Over-confidence & investment

Over-confidence & investment
December 13, 2010
Over-confidence & investment

The link here is over-confidence, as described by Ulrike Malmendier at the University of California Berkeley. She's shown that, in the US, chief executives who are over-confident are disproportionately likely to increase their capital spending when they have the cashflow to do so. When retained profits are high, CEOs are less constrained by having to explain their decisions to sceptical banks or capital markets, and so have more freedom to indulge their over-inflated belief that they can identify profitable ventures and manage them successfully.

And here's the thing. It's possible that, going into 2011, CEOs are unusually over-confident.

Of course, they are selected for over-confidence in the first place; shrinking violets don't often get to the top of greasy poles. But the recession is likely to have magnified this even further.

For one thing, the CEO whose firm has survived the recession in good shape could well interpret this as (further!) evidence of his managerial skill. Such an inference, however, might not be warranted. Paul Gregg and Paul Geroski's classic study of the last recession found that only a minority of firms suffer badly in recessions anyway, and these are by no means necessarily poor performers.

Also, one effect of the recession has been to reduce support for the efficient market hypothesis. This will tempt bosses of firms that are out of favour with the stock market to infer that this is a sign not that their prospects are grim, but rather that investors are just plain wrong.
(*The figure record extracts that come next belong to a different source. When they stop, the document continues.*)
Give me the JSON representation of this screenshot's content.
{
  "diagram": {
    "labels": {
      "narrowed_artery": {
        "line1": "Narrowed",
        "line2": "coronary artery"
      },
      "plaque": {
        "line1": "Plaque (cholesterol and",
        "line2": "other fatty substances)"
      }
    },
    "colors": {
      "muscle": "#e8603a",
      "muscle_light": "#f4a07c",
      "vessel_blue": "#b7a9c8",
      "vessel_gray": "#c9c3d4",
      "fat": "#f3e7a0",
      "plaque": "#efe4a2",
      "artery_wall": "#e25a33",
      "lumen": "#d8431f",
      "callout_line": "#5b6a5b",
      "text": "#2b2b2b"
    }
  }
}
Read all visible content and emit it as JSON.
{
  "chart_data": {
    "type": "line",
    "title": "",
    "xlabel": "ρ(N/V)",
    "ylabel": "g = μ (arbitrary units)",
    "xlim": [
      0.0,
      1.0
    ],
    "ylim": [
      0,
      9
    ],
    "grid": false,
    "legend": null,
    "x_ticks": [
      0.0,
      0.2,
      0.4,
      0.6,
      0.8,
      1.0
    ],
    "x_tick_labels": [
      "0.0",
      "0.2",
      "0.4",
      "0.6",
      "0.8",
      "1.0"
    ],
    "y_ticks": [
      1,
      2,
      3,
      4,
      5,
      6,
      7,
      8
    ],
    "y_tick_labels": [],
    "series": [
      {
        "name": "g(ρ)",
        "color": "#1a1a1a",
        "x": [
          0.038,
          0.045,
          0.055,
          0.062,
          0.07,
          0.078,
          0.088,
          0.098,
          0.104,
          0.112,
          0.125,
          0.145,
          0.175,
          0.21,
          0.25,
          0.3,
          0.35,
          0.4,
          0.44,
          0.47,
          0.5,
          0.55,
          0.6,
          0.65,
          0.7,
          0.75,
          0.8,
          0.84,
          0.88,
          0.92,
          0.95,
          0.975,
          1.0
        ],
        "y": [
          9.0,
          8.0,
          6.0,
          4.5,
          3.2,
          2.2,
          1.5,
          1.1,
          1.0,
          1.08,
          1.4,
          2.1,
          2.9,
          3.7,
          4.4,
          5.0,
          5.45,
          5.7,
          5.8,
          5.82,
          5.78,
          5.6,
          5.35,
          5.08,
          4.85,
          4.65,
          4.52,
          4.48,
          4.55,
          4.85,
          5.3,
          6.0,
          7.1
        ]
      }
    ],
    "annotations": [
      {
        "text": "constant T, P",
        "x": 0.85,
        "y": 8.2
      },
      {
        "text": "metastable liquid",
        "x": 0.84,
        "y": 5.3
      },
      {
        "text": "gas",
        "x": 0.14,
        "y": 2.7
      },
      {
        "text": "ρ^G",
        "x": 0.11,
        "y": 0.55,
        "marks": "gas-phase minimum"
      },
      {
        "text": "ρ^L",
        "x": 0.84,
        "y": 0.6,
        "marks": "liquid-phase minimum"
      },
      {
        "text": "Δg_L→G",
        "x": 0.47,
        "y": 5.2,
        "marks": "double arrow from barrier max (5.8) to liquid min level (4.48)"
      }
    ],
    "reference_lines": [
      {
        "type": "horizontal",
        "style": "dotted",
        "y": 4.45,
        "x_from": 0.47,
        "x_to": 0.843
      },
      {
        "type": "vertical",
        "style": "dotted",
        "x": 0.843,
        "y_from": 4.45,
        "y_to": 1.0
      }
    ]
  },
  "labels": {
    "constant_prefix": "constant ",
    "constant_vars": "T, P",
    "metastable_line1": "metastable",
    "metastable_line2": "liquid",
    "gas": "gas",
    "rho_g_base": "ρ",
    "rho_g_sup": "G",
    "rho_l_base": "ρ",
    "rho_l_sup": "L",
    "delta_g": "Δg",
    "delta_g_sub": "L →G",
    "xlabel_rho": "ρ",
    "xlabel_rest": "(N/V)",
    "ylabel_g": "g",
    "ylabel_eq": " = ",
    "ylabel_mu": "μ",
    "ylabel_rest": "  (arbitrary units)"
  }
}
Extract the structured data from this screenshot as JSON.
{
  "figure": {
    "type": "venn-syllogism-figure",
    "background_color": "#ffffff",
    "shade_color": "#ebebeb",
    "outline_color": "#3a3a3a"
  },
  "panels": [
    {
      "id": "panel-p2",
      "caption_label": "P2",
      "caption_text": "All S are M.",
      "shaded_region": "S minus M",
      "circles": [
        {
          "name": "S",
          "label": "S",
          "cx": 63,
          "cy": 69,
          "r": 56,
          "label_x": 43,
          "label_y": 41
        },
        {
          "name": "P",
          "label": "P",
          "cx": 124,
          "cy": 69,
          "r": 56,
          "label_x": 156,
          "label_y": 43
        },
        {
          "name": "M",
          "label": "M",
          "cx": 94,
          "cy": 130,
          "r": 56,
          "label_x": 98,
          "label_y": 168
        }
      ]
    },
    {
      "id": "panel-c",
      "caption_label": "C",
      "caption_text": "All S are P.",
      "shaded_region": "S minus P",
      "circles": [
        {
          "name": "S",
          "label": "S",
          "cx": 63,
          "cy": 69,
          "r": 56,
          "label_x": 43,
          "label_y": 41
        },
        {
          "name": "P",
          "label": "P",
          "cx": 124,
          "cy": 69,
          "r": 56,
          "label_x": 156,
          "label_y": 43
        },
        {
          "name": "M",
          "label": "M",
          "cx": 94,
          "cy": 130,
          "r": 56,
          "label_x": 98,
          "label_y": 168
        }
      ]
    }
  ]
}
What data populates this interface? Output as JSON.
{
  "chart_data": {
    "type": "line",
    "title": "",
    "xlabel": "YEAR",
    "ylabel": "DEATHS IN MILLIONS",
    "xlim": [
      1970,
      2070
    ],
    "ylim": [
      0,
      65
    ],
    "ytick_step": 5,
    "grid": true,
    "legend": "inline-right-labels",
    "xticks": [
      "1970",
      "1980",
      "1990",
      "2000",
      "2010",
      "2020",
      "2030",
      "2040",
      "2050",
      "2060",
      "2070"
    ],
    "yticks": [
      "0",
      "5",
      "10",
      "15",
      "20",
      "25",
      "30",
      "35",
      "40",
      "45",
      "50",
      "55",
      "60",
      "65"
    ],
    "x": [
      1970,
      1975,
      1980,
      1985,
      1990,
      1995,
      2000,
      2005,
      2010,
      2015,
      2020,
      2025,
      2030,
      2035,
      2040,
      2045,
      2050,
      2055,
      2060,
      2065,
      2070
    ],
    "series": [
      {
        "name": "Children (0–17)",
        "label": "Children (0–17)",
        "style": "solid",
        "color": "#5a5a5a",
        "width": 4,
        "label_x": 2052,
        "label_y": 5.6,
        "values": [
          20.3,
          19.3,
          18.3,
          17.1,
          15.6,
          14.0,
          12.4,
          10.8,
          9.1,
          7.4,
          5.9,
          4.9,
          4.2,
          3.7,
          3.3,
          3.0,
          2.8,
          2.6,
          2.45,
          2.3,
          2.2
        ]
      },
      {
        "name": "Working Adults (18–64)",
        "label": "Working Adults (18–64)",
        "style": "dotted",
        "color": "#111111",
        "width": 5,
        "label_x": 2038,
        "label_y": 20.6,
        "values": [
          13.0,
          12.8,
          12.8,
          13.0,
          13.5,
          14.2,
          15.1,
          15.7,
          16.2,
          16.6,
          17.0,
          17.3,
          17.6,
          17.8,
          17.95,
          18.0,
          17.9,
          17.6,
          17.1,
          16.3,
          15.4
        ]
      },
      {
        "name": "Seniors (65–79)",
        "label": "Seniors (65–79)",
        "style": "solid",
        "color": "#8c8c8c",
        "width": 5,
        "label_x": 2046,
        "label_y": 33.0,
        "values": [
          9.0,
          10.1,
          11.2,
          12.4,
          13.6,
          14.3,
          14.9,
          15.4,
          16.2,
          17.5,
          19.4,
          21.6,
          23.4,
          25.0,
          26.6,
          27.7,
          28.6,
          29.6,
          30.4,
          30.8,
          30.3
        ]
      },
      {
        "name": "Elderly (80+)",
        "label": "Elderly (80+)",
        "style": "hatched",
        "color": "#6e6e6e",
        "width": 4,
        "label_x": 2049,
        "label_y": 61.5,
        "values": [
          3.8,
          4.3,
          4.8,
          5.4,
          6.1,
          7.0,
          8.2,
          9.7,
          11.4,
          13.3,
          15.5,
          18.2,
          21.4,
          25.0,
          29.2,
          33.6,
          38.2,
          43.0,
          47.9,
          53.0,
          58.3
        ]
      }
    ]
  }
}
This too could tempt them to trust their over-optimistic judgement rather than that of the market.

This raises the possibility that firms could go a spending spree even though there are few good profitable opportunities, because bosses' over-estimate their chances of success.

This will not necessarily be bad for the economy in aggregate. For firms supplying capital equipment, it is of little consequence whether demand for their goods is entirely rational or not. And workers who are employed to work on those new projects will spend their wages in the wider economy. Company spending, as well as government spending (perhaps more so), can have beneficial multiplier effects.

It might, however, have adverse effects for the individual firms undertaking such investment. Come 2012 or later, we might discover that some of 2011's investments have not been as justified as bosses pretended at the time. Now, more than usually, equity investors should be sceptical of companies undertaking significant expansions.